Uh-oh.
She was surely a gift, too. For someone.
But that someone wasn’t him.
To put it kindly, she wasn’t his type.
Big hair that looked as if it had been shellacked into submission. Makeup she probably had to remove with a trowel. Tight cotton T-shirt, her boobs resting on a muffin-top of flesh forced up by too-tight jeans.
All that was bad enough.
What made it worse was that he knew the unspoken etiquette in a place like this.
A lady made a move on you, you were supposed to be flattered. Otherwise, you risked offending her—
Her, and the neighborhood aficionados who’d suddenly shifted their attention his way.
“Hello,” he said with forced politeness, and then gave all his attention to his plate.
“You’re new here.”
Travis took a bite of hamburger, chewed as if chewing were the most important thing in his life.
“I’m Bev.”
He nodded. Kept chewing.
She leaned in close, wedged one of her 40 Double D’s against his arm.
“You got a name, cowboy?”
Now what? This was not a good situation. Whatever he did, short of taking Bev’s clear invitation to heart, would almost surely lead to trouble.
She’d be insulted, her pals would think they had to ride to the rescue …
Maybe honesty, polite and up-front, was the best policy.
Travis took a paper napkin from its metal holder, blotted his lips and turned toward her.
“Listen, Bev,” he said, not unkindly, “I’m not interested, okay?” Her face reddened and he thought, hell, I’m not doing this right. “I mean, you’re a—a good-looking woman but I’m—I’m meeting somebody.”
“Really?” Bev said coldly. “You want me to believe you’re waitin’ for your date?”
“Exactly. She’ll be here any—”
“You’re waitin’ for your date, and you’re eatin’ without her?”
The guy on the other side of Bev was leaning toward them.
He was the size of a small mountain and from the look in his tiny eyes, he was hot and ready for a Friday night fight.
Slowly, carefully, Travis put down the burger and the napkin.
The Mountain outweighed him by fifty pounds, easy, and the hand wrapped around the bottle he was holding was the size of a ham.
No problem. Travis had taken on bigger men and come through just fine. If anything, it added to the kick.
Yes, but the Mountain has friends here. Many. And you, dude, are all by your lonesome.
The Voice of Reason.
Despite what his brothers sometimes said about him, Travis had been known not just to hear that voice but to listen to it.
But Bev was going on and on about no-good, scumbag liars and her diatribe had drawn the attention of several of the Mountain’s pals. Every last one of them looked happy to come to her aid by performing an act of chivalry that would surely involve beating the outsider—him—into a bloody mass of barely-breathing flesh.
Not good, said the Voice of Reason.
The bloody part was okay. He’d been there before.
But there was a problem.
He had a meeting in Frankfurt Monday morning, a huge deal he’d been working on for months, and he had the not-very-surprising feeling that the board of directors at the ultraconservative, three-hundred-year-old firm of Bernhardt, Bernhardt and Stutz would not look kindly on a financial expert who showed up with a couple of black eyes, a dinged jaw and, for all he knew, one or two missing teeth.
It would not impress them at all if he explained that he’d done his fair share of damage. More than his fair share, because he surely would manage that.
Dammit, where were a man’s brothers when he needed them?
“The lady’s talkin’ to you.” The Mountain was leaning past Bev. God, his breath stank. “What’s the matter? You got a hearin’ problem or something, pretty boy?”
Conversation died out. People smiled.
Travis felt the first, heady pump of adrenaline.
“My name,” he said carefully, “is not ‘pretty boy.’”
“His name is not pretty boy,” The Mountain mimicked.
Bev, sporting a delighted smile, slid from her stool. Maybe he’d misjudged her purpose. Maybe setting up a fight had been her real job.
Either way, Travis saw his choices narrowing down, and rapidly.
Bev’s defender got to his feet.
“You’re making a mistake,” Travis said quietly.
The Mountain snorted.
Travis nodded, took a last swig of beer, said a mental “goodbye” to Monday’s meeting and stood up.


Aim of the task – Within the entries that follow, show each line where the word "Higher" occurs.

Figure record extracts
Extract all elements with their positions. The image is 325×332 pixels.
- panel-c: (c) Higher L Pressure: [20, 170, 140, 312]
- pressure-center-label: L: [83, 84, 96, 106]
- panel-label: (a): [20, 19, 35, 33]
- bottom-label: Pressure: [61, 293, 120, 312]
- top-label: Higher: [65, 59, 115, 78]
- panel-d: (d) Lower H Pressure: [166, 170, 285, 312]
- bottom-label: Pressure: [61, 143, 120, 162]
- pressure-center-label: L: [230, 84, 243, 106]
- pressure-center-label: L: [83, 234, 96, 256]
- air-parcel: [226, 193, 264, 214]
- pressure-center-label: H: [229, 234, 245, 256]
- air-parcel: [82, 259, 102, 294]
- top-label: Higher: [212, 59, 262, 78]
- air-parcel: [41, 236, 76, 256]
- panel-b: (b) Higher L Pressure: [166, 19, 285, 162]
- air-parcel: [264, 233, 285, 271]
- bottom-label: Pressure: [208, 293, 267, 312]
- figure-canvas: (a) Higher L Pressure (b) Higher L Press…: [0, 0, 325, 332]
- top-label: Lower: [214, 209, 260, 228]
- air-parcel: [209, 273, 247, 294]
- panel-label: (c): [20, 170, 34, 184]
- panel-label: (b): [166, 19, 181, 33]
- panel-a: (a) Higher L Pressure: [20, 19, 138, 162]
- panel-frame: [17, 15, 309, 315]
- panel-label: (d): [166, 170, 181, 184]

Exercise solution –
- panel-c: (c) Higher L Pressure: [20, 170, 140, 312]
- top-label: Higher: [65, 59, 115, 78]
- top-label: Higher: [212, 59, 262, 78]
- panel-b: (b) Higher L Pressure: [166, 19, 285, 162]
- figure-canvas: (a) Higher L Pressure (b) Higher L Press…: [0, 0, 325, 332]
- panel-a: (a) Higher L Pressure: [20, 19, 138, 162]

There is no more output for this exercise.